Folks, Bloomberg View columnist Eli Lake is mad that President Obama is scaring people about the Iran deal. Yes, that’s right, Eli Lake took time out from his busy schedule of scaring people about Saddam Hussein’s WMD, Al-Qaeda’s conference calls, and, uh, the Iran deal, to criticize somebody else for exploiting the “Politics of Fear”:
This kind of dog whistling from Obama does a disservice to his supporters. He’s exploiting his base’s deep fear of all things neoconservative. It’s true that neocons in 2002 and 2003 supported and argued for the Iraq war. Some of them helped plan the war.

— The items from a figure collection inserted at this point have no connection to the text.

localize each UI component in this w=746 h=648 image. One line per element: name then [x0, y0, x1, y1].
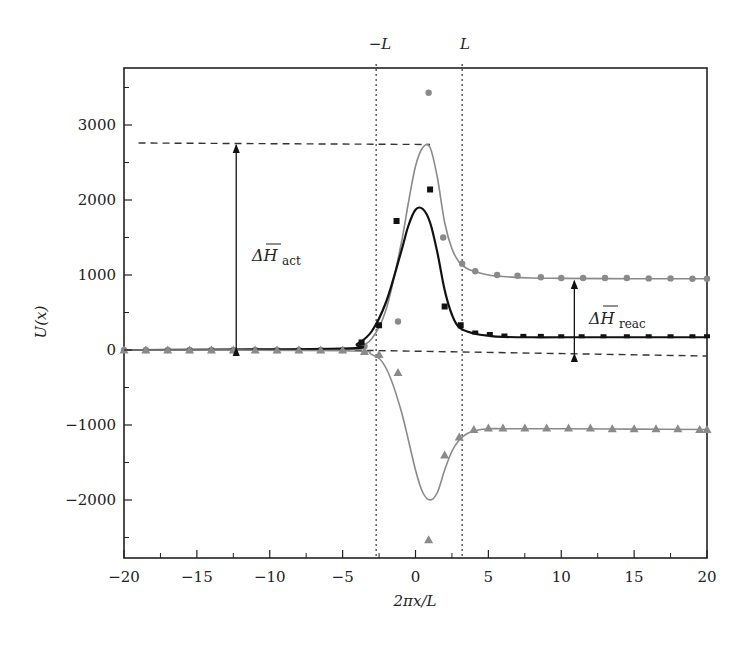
series-triangle: [120, 346, 712, 544]
annotations: [236, 145, 574, 354]
y-tick-label: −1000: [65, 416, 116, 434]
x-tick-label: −15: [181, 568, 213, 586]
data-point-triangle: [484, 424, 493, 432]
data-point-circle: [624, 275, 630, 281]
data-point-triangle: [440, 451, 449, 459]
series-circle: [121, 90, 710, 354]
data-point-circle: [689, 276, 695, 282]
x-tick-label: −10: [254, 568, 286, 586]
data-point-circle: [514, 273, 520, 279]
y-tick-label: 1000: [78, 266, 116, 284]
data-point-triangle: [673, 424, 682, 432]
data-point-square: [579, 334, 585, 338]
x-tick-label: −5: [332, 568, 354, 586]
data-point-circle: [395, 318, 401, 324]
data-point-square: [668, 334, 674, 338]
data-point-circle: [538, 274, 544, 280]
data-point-triangle: [498, 424, 507, 432]
plus-l-label: L: [459, 35, 470, 53]
y-tick-label: −2000: [65, 491, 116, 509]
data-point-circle: [602, 275, 608, 281]
data-point-square: [538, 334, 544, 338]
svg-text:ΔH: ΔH: [588, 309, 616, 328]
x-axis-label: 2πx/L: [393, 592, 437, 610]
y-axis-label: U(x): [32, 305, 50, 338]
x-tick-label: −20: [108, 568, 140, 586]
svg-text:ΔH: ΔH: [251, 246, 279, 265]
dh-reac-label: ΔH reac: [588, 306, 646, 331]
data-point-triangle: [630, 424, 639, 432]
data-point-triangle: [394, 368, 403, 376]
data-point-square: [601, 334, 607, 338]
data-point-square: [689, 334, 695, 338]
data-point-triangle: [469, 425, 478, 433]
data-point-square: [359, 340, 365, 346]
plot-frame: [124, 68, 707, 558]
data-point-triangle: [564, 424, 573, 432]
chart-canvas: −20−15−10−505101520−2000−100001000200030…: [0, 0, 746, 648]
x-tick-label: 5: [484, 568, 494, 586]
reference-lines: [139, 64, 707, 558]
data-point-triangle: [520, 424, 529, 432]
data-point-circle: [667, 275, 673, 281]
data-point-triangle: [542, 424, 551, 432]
data-point-square: [558, 334, 564, 338]
minus-l-label: −L: [369, 35, 392, 53]
svg-text:reac: reac: [619, 317, 646, 331]
data-point-circle: [472, 268, 478, 274]
data-point-circle: [494, 272, 500, 278]
data-point-square: [520, 334, 526, 338]
data-point-square: [646, 334, 652, 338]
data-point-square: [442, 304, 448, 310]
data-point-square: [376, 322, 382, 328]
data-point-triangle: [586, 424, 595, 432]
y-tick-label: 2000: [78, 191, 116, 209]
dh-act-label: ΔH act: [251, 244, 301, 268]
y-tick-label: 0: [106, 341, 116, 359]
dashed-reference-line: [139, 143, 431, 145]
data-point-triangle: [424, 535, 433, 543]
data-point-circle: [580, 275, 586, 281]
data-point-circle: [440, 234, 446, 240]
data-point-triangle: [651, 424, 660, 432]
data-point-square: [458, 322, 464, 328]
x-tick-label: 0: [411, 568, 421, 586]
data-point-square: [472, 331, 478, 335]
data-point-square: [394, 218, 400, 224]
data-point-circle: [558, 275, 564, 281]
data-point-square: [704, 334, 710, 338]
data-point-square: [487, 332, 493, 336]
dashed-reference-line: [343, 350, 707, 356]
data-point-circle: [459, 261, 465, 267]
series-curve: [124, 350, 707, 500]
data-point-circle: [425, 90, 431, 96]
svg-text:act: act: [282, 254, 301, 268]
y-tick-label: 3000: [78, 116, 116, 134]
plot-border: [124, 68, 707, 558]
data-point-square: [501, 334, 507, 338]
x-tick-label: 15: [625, 568, 644, 586]
data-point-circle: [646, 275, 652, 281]
data-point-square: [624, 334, 630, 338]
x-tick-label: 10: [552, 568, 571, 586]
data-point-square: [427, 187, 433, 193]
x-tick-label: 20: [697, 568, 716, 586]
data-point-circle: [704, 276, 710, 282]
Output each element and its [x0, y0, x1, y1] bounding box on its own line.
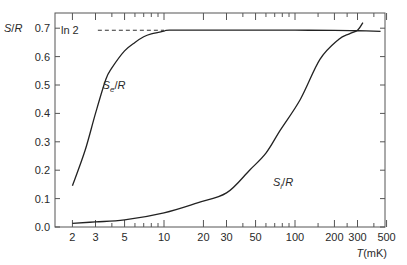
- labels: 0.00.10.20.30.40.50.60.72351020305010020…: [4, 22, 396, 259]
- y-tick-label: 0.1: [35, 193, 50, 205]
- y-tick-label: 0.3: [35, 136, 50, 148]
- se-curve: [72, 30, 380, 186]
- x-tick-label: 300: [348, 231, 366, 243]
- x-tick-label: 200: [325, 231, 343, 243]
- x-tick-label: 50: [249, 231, 261, 243]
- y-tick-label: 0.6: [35, 51, 50, 63]
- x-tick-label: 5: [122, 231, 128, 243]
- x-tick-label: 2: [69, 231, 75, 243]
- y-tick-label: 0.5: [35, 79, 50, 91]
- ln2-label: ln 2: [61, 24, 79, 36]
- x-tick-label: 500: [377, 231, 395, 243]
- x-tick-label: 10: [158, 231, 170, 243]
- x-axis-label: T(mK): [356, 247, 387, 259]
- x-tick-label: 3: [92, 231, 98, 243]
- x-tick-label: 100: [286, 231, 304, 243]
- y-axis-label: S/R: [4, 22, 22, 34]
- x-tick-label: 30: [220, 231, 232, 243]
- axes: [55, 13, 385, 227]
- y-tick-label: 0.4: [35, 107, 50, 119]
- plot-frame: [55, 13, 385, 227]
- si-curve-label: Si/R: [273, 176, 293, 191]
- si-curve: [72, 23, 362, 224]
- x-tick-label: 20: [197, 231, 209, 243]
- y-tick-label: 0.2: [35, 164, 50, 176]
- y-tick-label: 0.7: [35, 22, 50, 34]
- y-tick-label: 0.0: [35, 221, 50, 233]
- curves: [72, 23, 380, 224]
- axis-ticks: [55, 13, 387, 227]
- se-curve-label: Se/R: [103, 79, 126, 94]
- entropy-chart: 0.00.10.20.30.40.50.60.72351020305010020…: [0, 0, 407, 265]
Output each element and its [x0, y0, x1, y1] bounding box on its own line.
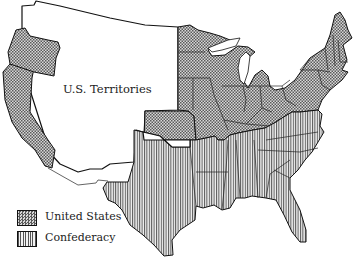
- legend-swatch-united-states: [17, 210, 37, 226]
- legend-label-confederacy: Confederacy: [45, 231, 115, 244]
- legend-label-united-states: United States: [45, 210, 121, 223]
- legend-swatch-confederacy: [17, 231, 37, 247]
- territory-label: U.S. Territories: [63, 82, 152, 96]
- northern-states: [178, 12, 352, 140]
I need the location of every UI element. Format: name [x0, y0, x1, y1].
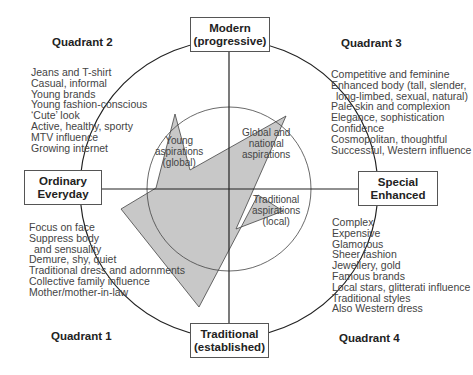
- list-item: Casual, informal: [31, 78, 147, 89]
- axis-label: Ordinary: [25, 175, 101, 188]
- quadrant-4-list: Complex Expensive Glamorous Sheer fashio…: [332, 217, 470, 314]
- axis-sublabel: Everyday: [25, 188, 101, 201]
- axis-label: Traditional: [191, 328, 268, 341]
- quadrant-3-title: Quadrant 3: [341, 37, 402, 49]
- list-item: Growing internet: [31, 143, 147, 154]
- list-item: Successful, Western influence: [331, 145, 471, 156]
- axis-sublabel: Enhanced: [359, 189, 437, 202]
- list-item: Enhanced body (tall, slender,: [331, 80, 471, 91]
- quadrant-1-title: Quadrant 1: [51, 330, 112, 342]
- quadrant-3-list: Competitive and feminine Enhanced body (…: [331, 69, 471, 155]
- axis-box-ordinary: Ordinary Everyday: [24, 170, 102, 205]
- list-item: Cosmopolitan, thoughtful: [331, 134, 471, 145]
- list-item: Local stars, glitterati influence: [332, 282, 470, 293]
- list-item: Also Western dress: [332, 303, 470, 314]
- quadrant-2-list: Jeans and T-shirt Casual, informal Young…: [31, 67, 147, 153]
- quadrant-4-title: Quadrant 4: [339, 332, 400, 344]
- list-item: Suppress body: [29, 233, 185, 244]
- axis-label: Modern: [191, 22, 269, 35]
- axis-box-traditional: Traditional (established): [190, 323, 269, 358]
- quadrant-2-title: Quadrant 2: [52, 36, 113, 48]
- axis-label: Special: [359, 176, 437, 189]
- global-aspirations-label: Global and national aspirations: [242, 128, 290, 160]
- axis-sublabel: (established): [191, 341, 268, 354]
- quadrant-1-list: Focus on face Suppress body and sensuali…: [29, 222, 185, 298]
- list-item: MTV influence: [31, 132, 147, 143]
- axis-box-special: Special Enhanced: [358, 171, 438, 206]
- axis-box-modern: Modern (progressive): [190, 17, 270, 52]
- traditional-aspirations-label: Traditional aspirations (local): [252, 195, 300, 227]
- list-item: Mother/mother-in-law: [29, 287, 185, 298]
- young-aspirations-label: Young aspirations (global): [155, 136, 203, 168]
- list-item: Expensive: [332, 228, 470, 239]
- axis-sublabel: (progressive): [191, 35, 269, 48]
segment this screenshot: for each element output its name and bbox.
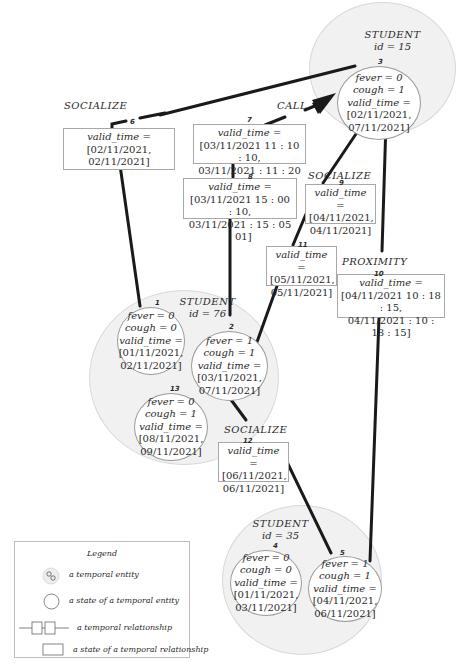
state-5[interactable]: fever = 1 cough = 1 valid_time = [04/11/… [308,556,382,622]
state-2-number: 2 [229,323,234,331]
relationship-icon [19,621,69,635]
entity-title-76: STUDENT id = 76 [170,296,245,320]
legend-label-state-entity: a state of a temporal entity [69,596,179,605]
state-2[interactable]: fever = 1 cough = 1 valid_time = [03/11/… [191,331,268,401]
state-13[interactable]: fever = 0 cough = 1 valid_time = [08/11/… [134,393,208,461]
state-4[interactable]: fever = 0 cough = 0 valid_time = [01/11/… [230,550,302,616]
rel-state-6[interactable]: valid_time = [02/11/2021, 02/11/2021] [63,128,175,170]
legend-title: Legend [15,549,189,558]
rel-label-socialize-6: SOCIALIZE [64,100,127,111]
entity-title-15: STUDENT id = 15 [355,29,430,53]
rel-9-number: 9 [339,179,344,187]
rel-label-call-7: CALL [277,100,307,111]
rel-state-10[interactable]: valid_time = [04/11/2021 10 : 18 : 15, 0… [337,274,445,318]
edge-state-3-to-10 [382,122,386,251]
legend-label-relationship: a temporal relationship [77,623,172,632]
state-3-number: 3 [378,58,383,66]
rel-state-8[interactable]: valid_time = [03/11/2021 15 : 00 : 10, 0… [183,178,297,219]
rel-7-number: 7 [247,116,252,124]
rel-state-11[interactable]: valid_time = [05/11/2021, 05/11/2021] [266,246,337,286]
entity-title-35: STUDENT id = 35 [243,518,318,542]
legend: Legend a temporal entity a state of a te… [14,541,190,658]
rel-state-7[interactable]: valid_time = [03/11/2021 11 : 10 : 10, 0… [193,124,306,164]
legend-label-temporal-entity: a temporal entity [69,570,139,579]
state-3[interactable]: fever = 0 cough = 1 valid_time = [02/11/… [337,66,421,140]
rel-11-number: 11 [298,241,308,249]
rel-10-number: 10 [374,270,384,278]
edge-10-to-state-5 [370,318,379,561]
state-5-number: 5 [340,549,345,557]
rel-12-number: 12 [243,437,253,445]
state-rect-icon [42,643,64,656]
state-1[interactable]: fever = 0 cough = 0 valid_time = [01/11/… [117,307,185,375]
rel-6-number: 6 [130,118,135,126]
edge-socialize-6-to-state-3 [112,121,126,128]
rel-state-9[interactable]: valid_time = [04/11/2021, 04/11/2021] [305,184,376,224]
rel-8-number: 8 [248,173,253,181]
rel-label-proximity-10: PROXIMITY [342,256,407,267]
rel-state-12[interactable]: valid_time = [06/11/2021, 06/11/2021] [218,442,289,482]
rel-label-socialize-12: SOCIALIZE [224,424,287,435]
state-13-number: 13 [170,385,180,393]
temporal-entity-icon [41,567,61,585]
legend-label-state-relationship: a state of a temporal relationship [73,645,208,654]
state-1-number: 1 [155,299,160,307]
state-circle-icon [43,593,60,610]
edge-socialize-6-to-state-1 [120,165,140,306]
state-4-number: 4 [273,542,278,550]
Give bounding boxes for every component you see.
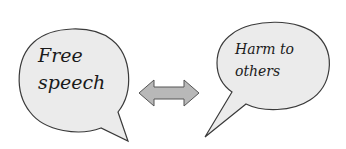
- right-bubble-line-2: others: [235, 60, 294, 82]
- left-bubble-line-1: Free: [38, 42, 105, 69]
- double-headed-arrow-icon: [139, 80, 199, 106]
- right-bubble-text: Harm to others: [235, 38, 294, 82]
- left-bubble-text: Free speech: [38, 42, 105, 96]
- left-bubble-line-2: speech: [38, 69, 105, 96]
- right-bubble-line-1: Harm to: [235, 38, 294, 60]
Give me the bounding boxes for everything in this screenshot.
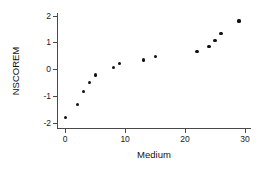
chart-figure: NSCOREM -2-1012 0102030 Medium xyxy=(0,0,274,176)
y-tick-label: -2 xyxy=(43,118,51,127)
y-axis-label-container: NSCOREM xyxy=(9,13,23,129)
scatter-point xyxy=(142,58,145,61)
scatter-point xyxy=(64,116,67,119)
scatter-point xyxy=(112,66,115,69)
x-tick-mark xyxy=(125,128,126,133)
y-tick-label: -1 xyxy=(43,92,51,101)
scatter-point xyxy=(195,50,198,53)
scatter-point xyxy=(219,32,222,35)
y-tick-mark xyxy=(53,123,58,124)
scatter-point xyxy=(237,19,240,22)
scatter-point xyxy=(207,45,210,48)
x-tick-label: 30 xyxy=(240,135,249,144)
x-tick-label: 0 xyxy=(63,135,68,144)
scatter-point xyxy=(118,62,121,65)
scatter-point xyxy=(154,55,157,58)
plot-area: -2-1012 0102030 xyxy=(57,13,251,129)
y-tick-mark xyxy=(53,69,58,70)
y-tick-mark xyxy=(53,42,58,43)
scatter-point xyxy=(94,73,97,76)
y-tick-mark xyxy=(53,16,58,17)
x-tick-mark xyxy=(185,128,186,133)
x-tick-mark xyxy=(65,128,66,133)
scatter-point xyxy=(213,39,216,42)
scatter-point xyxy=(82,90,85,93)
y-tick-label: 1 xyxy=(46,38,51,47)
x-tick-label: 20 xyxy=(180,135,189,144)
y-tick-label: 2 xyxy=(46,11,51,20)
x-tick-label: 10 xyxy=(120,135,129,144)
scatter-point xyxy=(76,103,79,106)
x-axis-label: Medium xyxy=(57,150,251,160)
scatter-point xyxy=(88,81,91,84)
y-tick-mark xyxy=(53,96,58,97)
y-axis-label: NSCOREM xyxy=(11,47,21,96)
x-tick-mark xyxy=(245,128,246,133)
y-tick-label: 0 xyxy=(46,65,51,74)
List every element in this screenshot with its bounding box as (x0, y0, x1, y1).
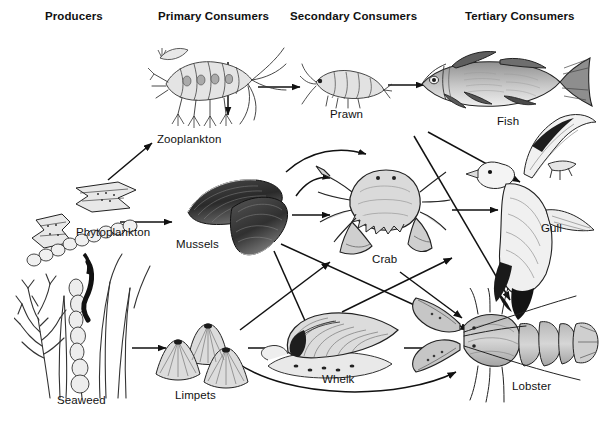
label-zooplankton: Zooplankton (157, 133, 221, 145)
crab-illustration (306, 152, 452, 264)
label-phytoplankton: Phytoplankton (76, 226, 150, 238)
organism-lobster (408, 288, 600, 408)
organism-crab (306, 152, 452, 268)
label-fish: Fish (497, 115, 519, 127)
label-gull: Gull (541, 222, 562, 234)
label-crab: Crab (372, 253, 397, 265)
seaweed-illustration (14, 248, 154, 400)
organism-seaweed (14, 248, 154, 404)
food-web-diagram: Producers Primary Consumers Secondary Co… (0, 0, 601, 433)
prawn-illustration (300, 60, 392, 112)
limpets-illustration (148, 316, 258, 392)
fish-illustration (408, 46, 596, 122)
label-mussels: Mussels (176, 238, 219, 250)
label-lobster: Lobster (512, 380, 551, 392)
organism-mussels (178, 166, 298, 266)
lobster-illustration (408, 288, 600, 404)
organism-zooplankton (148, 28, 288, 137)
column-header-secondary-consumers: Secondary Consumers (290, 10, 417, 22)
organism-limpets (148, 316, 258, 396)
column-header-tertiary-consumers: Tertiary Consumers (465, 10, 575, 22)
column-header-primary-consumers: Primary Consumers (158, 10, 269, 22)
label-seaweed: Seaweed (57, 394, 106, 406)
column-header-producers: Producers (45, 10, 103, 22)
label-whelk: Whelk (322, 373, 354, 385)
label-prawn: Prawn (330, 108, 363, 120)
zooplankton-illustration (148, 28, 288, 133)
label-limpets: Limpets (175, 389, 216, 401)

But many Democrats also supported the Iraq war, including Obama’s first secretary of state, Hillary Clinton. And yet in 2015 many prominent progressives still obsess about the out-of-power neocons, and darkly imply that they undermine the national interest on behalf of Israel.
For Obama’s base, the neocons were not just policy intellectuals on the wrong side of an unpopular war, but were instead agents that pulled off a kind of coup d’etat and foisted a war on an unsuspecting public. Most serious people don’t believe this anymore. But it’s nonetheless a popular fable among the net-roots to this day. What a terrifying world! Every election brings with it the prospect that our republic will fall under the power of a bunch of disloyal bureaucrats eager to shed American blood for Israel.
Oh my stars, what kind of monster would remind his audience that the people who are unhappy with the Iran deal are the same people who were so catastrophically wrong about the Iraq War (Eli included!) that you might want to take anything they have to say with a grain of salt? Only Barack Obama, that’s who!
Oh, and Eli? The neocons weren’t “on the wrong side” of the Iraq War. The hundreds of thousands of Iraqis who were killed, injured, or suffered the loss of loved ones in that war were the ones “on the wrong side” of it. You and your fellow neocons were at most mildly inconvenienced by the whole thing, as demonstrated by the fact that somehow people are still paying most of you to share your deep insights about American foreign policy in the Middle East.

President Obama has played to people’s fears about the nuclear deal. I shared my findings over at LobeLog:
Certainly it was wrong for President Obama to write in the Washington Times that the Iran deal “will be dangerous for America and the West — and, yes, life-threatening for Israel.”
CORRECTION: Wait, that was actually Clifford May, president of the anti-Iran deal Foundation for Defense of Democracies, back in March. Fact-checking this stuff is hard!
President Obama definitely should not have told a crowd at the Hudson Institute last week that the JCPOA “gives Iran nuclear weapons capability, laying out an R&D roadmap for it to become a nuclear threshold state in barely a decade.” Talk about fear-mongering!
CORRECTION: Actually that was another deal opponent, Senator Tom Cotton (R-AR), who said that to his Hudson Institute audience. We regret these several errors.
Undoubtedly, President Obama was wrong to say that the terms of the JCPOA would make his administration “the world’s leading financier of radical Islamic terrorism.” That statement is too ridiculous to even be called “hyperbole,” and even Obama’s 2012 opponent, Mitt Romney, called it “over the line.”
CORRECTION: After looking it up, we found out that Cotton’s fellow Senator (and a current GOP presidential candidate) Ted Cruz (R-TX) was the person who said this, in a press event on July 28. We can only offer our continued apologies for these errors.
It was indefensible for President Obama to call the Iran deal “a nightmare for the region, our national security and eventually the world at large,” and to call it “akin to declaring war on Israel and the Sunni Arabs.”
CORRECTION: Oh, apparently another Senator (and presidential hopeful), Lindsey Graham (R-SC), also a staunch deal opponent, said that.
OK, there were some holes in my initial research, but I think the general point comes across well enough.